Hi!
I would like to share my second project with this lovely community and hear your feedback!
From the suggested options, I chose the topic of collectibles. As I saw it, just making a collectible itself would rather mean doing market research and artwork, and not much actual programming. While that sure develops valuable skills, I thought it was not really the purpose at the moment.
Hence, I decided to create an application which would allow for anyone to take a file or string of data, and mint it as an NFT token.
Taking a look at how Opensea makes the NFTs appear on screen, I figured that usually the image (or whatever file the token will contain) is hosted somewhere, and the token is basically a link to this file.
As the blockchain is transparent anyway, the file will be accessible for everyone. The token only represents the ownership.
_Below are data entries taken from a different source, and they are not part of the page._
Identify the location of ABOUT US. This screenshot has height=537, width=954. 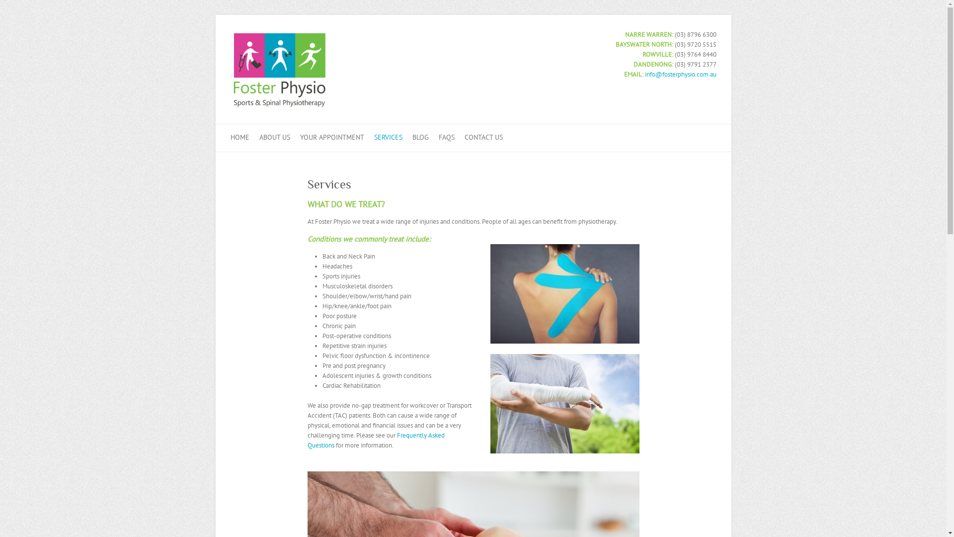
(275, 138).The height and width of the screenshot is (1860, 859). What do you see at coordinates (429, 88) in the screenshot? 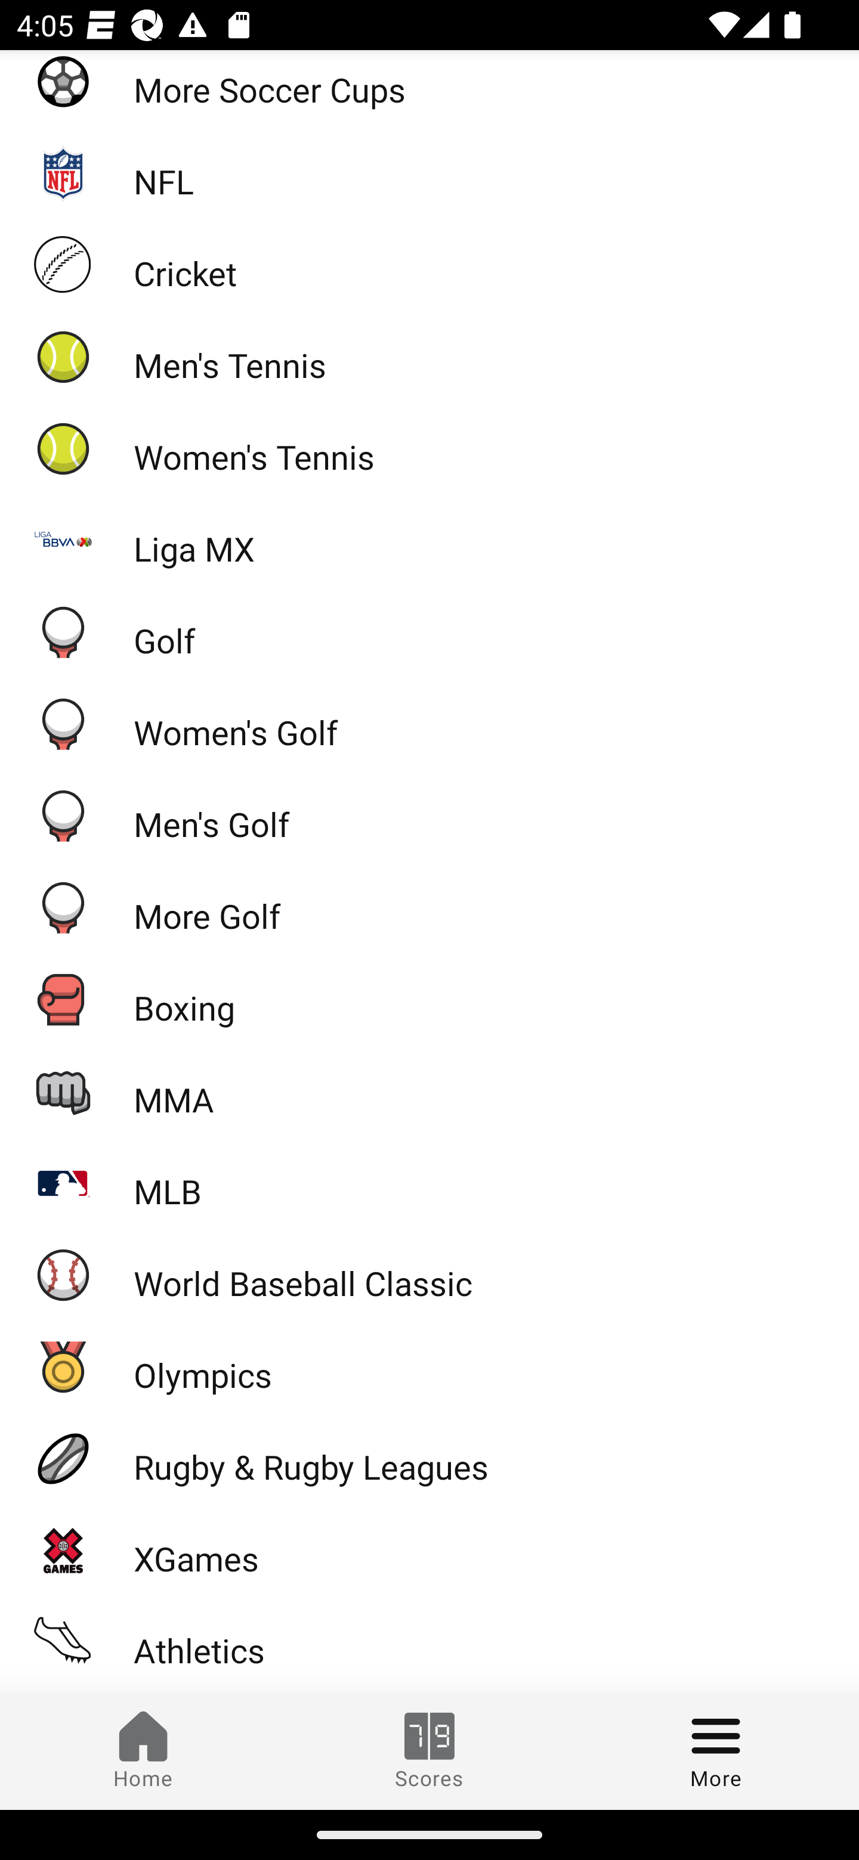
I see `More Soccer Cups` at bounding box center [429, 88].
So, in my case, the user uploads the file on some hosting service (I have chosen Infura’s IPFS), gets the link to their file, and then mints this link as an ERC721 token. Then, by entering the token ID, the link can be retrieved. As the file would usually be an image, the webpage also makes this image appear.
To interact with the webpage, simply navigate to
https://ipfs.infura.io/ipfs/QmcFBRXCXW5XcVCsGJdSmqaSeMDMq13RPXzpmfLgGbCjwT
and follow the instructions on screen. When you first load it, give it a moment as it will be quite slow. I guess it is just how IPFS is.
Make sure you use a full link, including https://, like this:
To see the token ID, open console, copy Your transaction hash, paste it in Etherscan and see line 7, Tokens transfered. Yes, that is not pretty and should be improved.
For example, here I have minted a Big Strong goldfish that now lives in my MetaMask and attracts abundance.
The code with a more detailed description can be found here:
https://github.com/MarcisB8/Collectible
The contract itself is quite simple - it just has mint() and view() functions, and inherits the rest from OpenZeppelin ERC721 contract.
What I struggled quite a lot, was that during the course we were using pragma 0.5.12, but the ERC721.sol uses 0.6.0 and up. That meant updating Truffle and Ganache, after which Truffle didn’t work, then Ganache didn’t work, and then they didn’t communicate. Finally, I managed to deploy the contract on Ropsten. But now it is accessible for everyone!
Regarding the frontend, the mint() function was also supposed to bring the token ID on screen, but I didn’t get it to work.
Another option would be to bring up all tokens that the user’s address owns when MetaMask is connected, but at the moment I have no idea how to do that.